At the close of every year I sit down and review my body of work — the wedding photographs created in the calendar year — to reconnect with why I photograph weddings the way I do. And as I review my 2025 corpus, what stays with me are the moments no one realized were happening except the camera.
This collection is a selection of my best documentary wedding photographs from 2025. They’re unposed. Undirected. Hopefully honest. They represent what I believe is the best documentary wedding photography in 2025 has to offer.
My clients don’t come to me looking for perfection. They come looking for a wedding photographer who isn’t afraid to let moments breathe instead of manufacturing them with a bevy of poses and highly choreographed portraits.
Yes there were portraits taken (many of which I’m incredibly proud of). Yes I shot plenty of family photos (an element of my work I tried to elevate this year). And yeah I did a lot of “basic shots” too (there’s nothing wrong with photos of table settings and rings and cutting the cake).
But when I look back at 2025, what I’m most grateful for is the freedom my couples gave me to photograph weddings my way.
And I felt that way evolve this year. A little looser. A little more confident. More observation, less shooting for the sake of shooting. Less time chasing moments; more time anticipating them, letting them arrive naturally, documenting.
The stylistic shifts were subtle but noticeable this year. Deeper depth of field. Working more with the light instead of fighting it. Getting closer. Always get closer.
What Makes Documentary Wedding Photography Different?
For me Documentary wedding photography isn’t about performing the wedding or manufacturing beautiful moments. It’s about observing the beauty that is already there. Sometimes that’s a wedding backdropped by a glorious Seattle sunset. But it’s often in the quotidian — a gesture or a half smile or the first moment of a hug.
This means I don’t stop to pose during emotional moments. I don’t pull people out of conversations for more photo time. I’ll never ask a couple to “do it again” or recreate something that already happened.
And no forced smiles or scripted intimacy.
Instead, I believe in quiet observation, anticipation, and perhaps most of all emotional literacy. Knowing when to be close enough to capture the moment, but far enough to let it unfold.
In a year where weddings felt more personal than ever, documentary photography felt like the natural way to tell those stories.
These images define my idea of what the my best documentary wedding photography represents. It’s not about being “on-trend” or “social media ready”. It’s about the real unscripted moments that will make couples laugh or cry twenty years from now.
The Best Documentary Wedding Photography: From Seattle to Olympic National Park
I can’t say enough about the beautiful experiences I had this year thanks to this little career. From waterfront wedding ceremonies interrupted by passing cruise ships, to sunset ceremonies on Ballard rooftops, to a summer camp themed wedding weekend in Olympic National Park where everyone felt like family by the second night. A quiet backyard celebrations in Bremerton. Raging parties in Queen Anne. So much love and so many hugs.
Each photo in this collection was chosen for how it made me feel — not how it performed on social media.
For my photography feeling is the only metric that matters.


WORK ITEM |
Make an exact copy of all the records.

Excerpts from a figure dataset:

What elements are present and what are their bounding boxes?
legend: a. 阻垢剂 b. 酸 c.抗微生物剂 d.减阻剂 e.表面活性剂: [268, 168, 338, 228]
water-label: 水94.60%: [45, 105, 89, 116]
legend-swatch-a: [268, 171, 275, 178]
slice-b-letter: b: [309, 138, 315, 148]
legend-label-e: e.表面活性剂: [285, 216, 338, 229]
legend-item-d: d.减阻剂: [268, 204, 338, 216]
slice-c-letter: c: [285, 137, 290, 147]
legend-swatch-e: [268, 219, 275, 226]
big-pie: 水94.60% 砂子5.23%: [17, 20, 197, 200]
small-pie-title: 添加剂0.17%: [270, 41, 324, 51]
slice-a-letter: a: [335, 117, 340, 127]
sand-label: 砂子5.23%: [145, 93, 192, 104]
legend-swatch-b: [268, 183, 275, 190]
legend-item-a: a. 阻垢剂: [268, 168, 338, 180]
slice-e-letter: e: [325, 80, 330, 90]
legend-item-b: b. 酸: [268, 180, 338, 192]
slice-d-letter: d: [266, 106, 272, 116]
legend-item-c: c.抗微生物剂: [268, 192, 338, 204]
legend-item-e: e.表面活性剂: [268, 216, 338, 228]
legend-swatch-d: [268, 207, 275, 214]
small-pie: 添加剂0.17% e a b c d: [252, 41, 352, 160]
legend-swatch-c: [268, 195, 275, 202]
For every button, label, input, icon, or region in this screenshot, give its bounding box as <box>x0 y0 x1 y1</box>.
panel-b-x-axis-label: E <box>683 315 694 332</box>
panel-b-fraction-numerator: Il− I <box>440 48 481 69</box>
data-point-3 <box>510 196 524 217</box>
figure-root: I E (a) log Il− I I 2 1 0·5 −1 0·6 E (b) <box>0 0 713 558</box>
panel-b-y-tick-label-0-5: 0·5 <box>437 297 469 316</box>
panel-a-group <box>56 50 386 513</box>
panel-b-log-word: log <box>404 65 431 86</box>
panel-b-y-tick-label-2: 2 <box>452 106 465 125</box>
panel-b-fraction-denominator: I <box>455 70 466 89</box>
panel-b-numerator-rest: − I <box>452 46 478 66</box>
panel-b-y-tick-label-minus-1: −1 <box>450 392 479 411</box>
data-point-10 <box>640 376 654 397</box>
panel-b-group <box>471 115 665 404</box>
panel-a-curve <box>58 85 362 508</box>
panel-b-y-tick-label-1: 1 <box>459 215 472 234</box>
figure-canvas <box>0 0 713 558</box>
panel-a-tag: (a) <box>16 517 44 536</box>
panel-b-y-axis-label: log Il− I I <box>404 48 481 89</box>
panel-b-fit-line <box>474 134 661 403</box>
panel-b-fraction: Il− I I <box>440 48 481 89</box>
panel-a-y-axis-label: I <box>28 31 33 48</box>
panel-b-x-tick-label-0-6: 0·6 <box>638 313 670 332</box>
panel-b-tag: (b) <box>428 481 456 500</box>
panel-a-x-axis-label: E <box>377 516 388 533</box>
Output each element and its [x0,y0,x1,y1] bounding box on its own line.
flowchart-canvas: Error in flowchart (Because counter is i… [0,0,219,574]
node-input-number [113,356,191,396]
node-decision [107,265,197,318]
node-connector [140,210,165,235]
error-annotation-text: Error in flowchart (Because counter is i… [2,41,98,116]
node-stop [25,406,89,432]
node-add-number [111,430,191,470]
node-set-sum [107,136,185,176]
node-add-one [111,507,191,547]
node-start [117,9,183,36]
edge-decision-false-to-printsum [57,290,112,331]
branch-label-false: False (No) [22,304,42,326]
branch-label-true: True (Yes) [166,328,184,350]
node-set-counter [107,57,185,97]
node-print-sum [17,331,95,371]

ANSWER SECTION |
What elements are present and what are their bounding boxes?
legend: a. 阻垢剂 b. 酸 c.抗微生物剂 d.减阻剂 e.表面活性剂: [268, 168, 338, 228]
water-label: 水94.60%: [45, 105, 89, 116]
legend-swatch-a: [268, 171, 275, 178]
slice-b-letter: b: [309, 138, 315, 148]
legend-label-e: e.表面活性剂: [285, 216, 338, 229]
legend-item-d: d.减阻剂: [268, 204, 338, 216]
slice-c-letter: c: [285, 137, 290, 147]
legend-swatch-e: [268, 219, 275, 226]
big-pie: 水94.60% 砂子5.23%: [17, 20, 197, 200]
small-pie-title: 添加剂0.17%: [270, 41, 324, 51]
slice-a-letter: a: [335, 117, 340, 127]
sand-label: 砂子5.23%: [145, 93, 192, 104]
legend-swatch-b: [268, 183, 275, 190]
legend-item-a: a. 阻垢剂: [268, 168, 338, 180]
slice-e-letter: e: [325, 80, 330, 90]
legend-item-b: b. 酸: [268, 180, 338, 192]
slice-d-letter: d: [266, 106, 272, 116]
legend-item-c: c.抗微生物剂: [268, 192, 338, 204]
legend-item-e: e.表面活性剂: [268, 216, 338, 228]
legend-swatch-d: [268, 207, 275, 214]
small-pie: 添加剂0.17% e a b c d: [252, 41, 352, 160]
legend-swatch-c: [268, 195, 275, 202]
For every button, label, input, icon, or region in this screenshot, give its bounding box as <box>x0 y0 x1 y1</box>.
panel-b-x-axis-label: E <box>683 315 694 332</box>
panel-b-fraction-numerator: Il− I <box>440 48 481 69</box>
data-point-3 <box>510 196 524 217</box>
figure-root: I E (a) log Il− I I 2 1 0·5 −1 0·6 E (b) <box>0 0 713 558</box>
panel-b-y-tick-label-0-5: 0·5 <box>437 297 469 316</box>
panel-a-group <box>56 50 386 513</box>
panel-b-log-word: log <box>404 65 431 86</box>
panel-b-y-tick-label-2: 2 <box>452 106 465 125</box>
panel-b-fraction-denominator: I <box>455 70 466 89</box>
panel-b-numerator-rest: − I <box>452 46 478 66</box>
panel-b-y-tick-label-minus-1: −1 <box>450 392 479 411</box>
data-point-10 <box>640 376 654 397</box>
panel-b-group <box>471 115 665 404</box>
panel-a-curve <box>58 85 362 508</box>
panel-b-y-tick-label-1: 1 <box>459 215 472 234</box>
figure-canvas <box>0 0 713 558</box>
panel-a-tag: (a) <box>16 517 44 536</box>
panel-b-y-axis-label: log Il− I I <box>404 48 481 89</box>
panel-b-fit-line <box>474 134 661 403</box>
panel-b-fraction: Il− I I <box>440 48 481 89</box>
panel-a-y-axis-label: I <box>28 31 33 48</box>
panel-b-x-tick-label-0-6: 0·6 <box>638 313 670 332</box>
panel-b-tag: (b) <box>428 481 456 500</box>
panel-a-x-axis-label: E <box>377 516 388 533</box>
Output each element and its [x0,y0,x1,y1] bounding box on its own line.
flowchart-canvas: Error in flowchart (Because counter is i… [0,0,219,574]
node-input-number [113,356,191,396]
node-decision [107,265,197,318]
node-connector [140,210,165,235]
error-annotation-text: Error in flowchart (Because counter is i… [2,41,98,116]
node-stop [25,406,89,432]
node-add-number [111,430,191,470]
node-set-sum [107,136,185,176]
node-add-one [111,507,191,547]
node-start [117,9,183,36]
edge-decision-false-to-printsum [57,290,112,331]
branch-label-false: False (No) [22,304,42,326]
branch-label-true: True (Yes) [166,328,184,350]
node-set-counter [107,57,185,97]
node-print-sum [17,331,95,371]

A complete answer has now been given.